If we have a new story on the Manafort trials, it’s not enough just to have that piece out of the blue. You want it placed in a context of our recent reporting. Each of these stories are progressions in time. So the progression is as important as the new developments. Indeed, the new developments have meaning only in the context of that progression through time.

Next month, if all goes according to plan, we’ll be introducing a new front page to the site which will allow us to visualize these connections more clearly, give you a clearer path into the stories from the front page of the site, which is still (unlike the great majority of other sites) how most readers consume what we produce.

If you look at the front page now – apart from the Editors’ Blog and Livewire – it’s a collection of story boxes, each with a photograph and a headline. Our team puts a lot of time into juggling those different slots throughout the day to capture what we see as newsworthy, popular, a good mix of the different stories we’re focused on. But it’s still a very limited palette the team has to work with.

To give you some nuts and bolts particulars, there’s actually no way to have a link which is only text, even though in many cases the photograph doesn’t add a great deal of information or meaning. There’s also little way to signal what is particularly important or new versus slightly older stories. For instance, sometimes people ask why things slide off the front page so quickly? They’ll even ask why a particular piece was ‘pulled off the site’, as though we unpublished it. They key is that there simply is not much room relative to all the stuff we publish through the day. And we don’t have a terribly good way of keeping things visible and accessible for a period of time after they’re published. Too often the front page is simply a cacophony of different story boxes with not enough guidance about what’s super important versus ephemeral or guidance into stories big or small.

As a reader, here is what I would and do want: if there’s a new story from Alice Ollstein on one of the various family separation immigration court cases, it would be helpful to have the recent stories there too and perhaps a quick explanation of how they fit together.
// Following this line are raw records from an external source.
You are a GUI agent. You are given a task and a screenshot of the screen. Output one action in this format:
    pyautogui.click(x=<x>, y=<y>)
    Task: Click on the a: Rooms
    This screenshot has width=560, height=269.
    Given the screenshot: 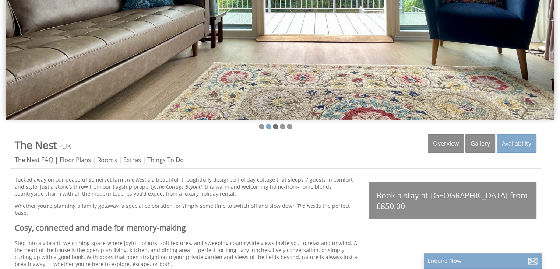 What is the action you would take?
    pyautogui.click(x=107, y=159)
If there’s a big story that explains the details or core issues of that court case, a link to that would also be handy. Say there’s a big new development on the Russia front, or some new thing about yet some new contact between Russian intelligence officers and a GOP bigwig. That’s great. But I’d like to be able to look in one place to see not just that one story but a broader read of where whole Russia story is today; or a link to the latest Weekly Primer on Trump/Russia or a selection recent stories to place the new development in the story progression.

On this front we have been admittedly a bit behind. But it’s particularly important for us because following stories through iterative coverage is the heart of what we do.
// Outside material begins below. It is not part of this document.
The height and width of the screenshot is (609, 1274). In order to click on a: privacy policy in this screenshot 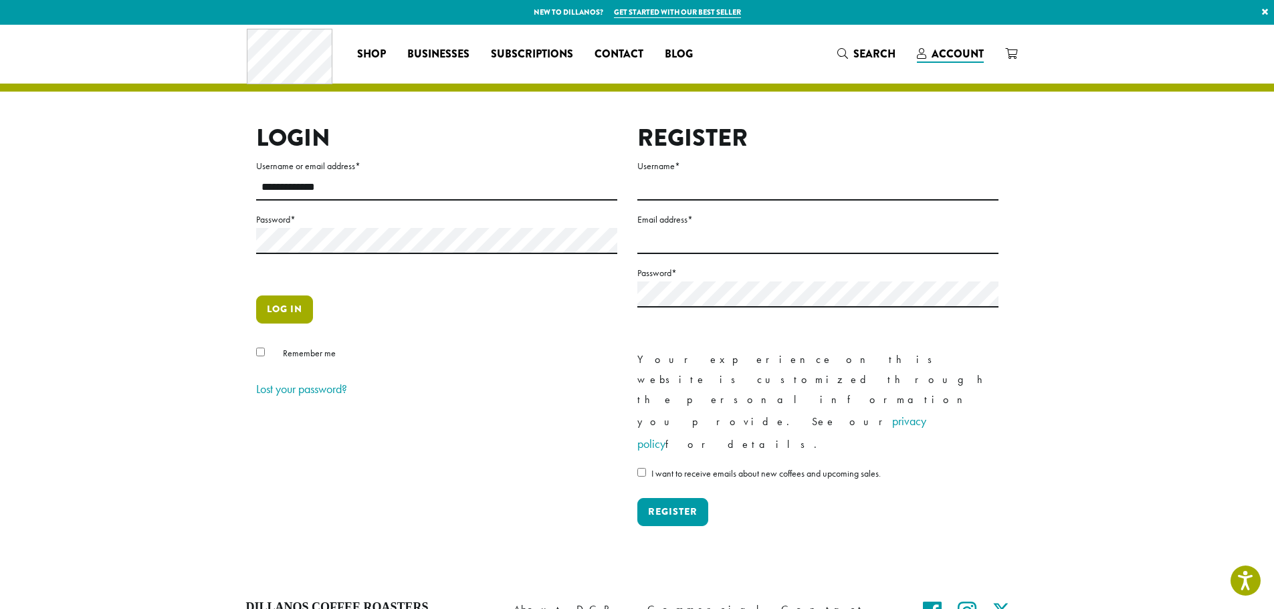, I will do `click(782, 432)`.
We won’t necessarily have all of this on day one. What our small but resourceful tech and design time has now spent many months working on is a new publishing system for the front page of the site which will give our team the tools to do this. So there will be a lot of experimentation in just how we use these tools, what seems to work and what doesn’t. But it will make it possible to do things we’ve wanted to do for a very long time but have not been able to do within the publishing tools we have available.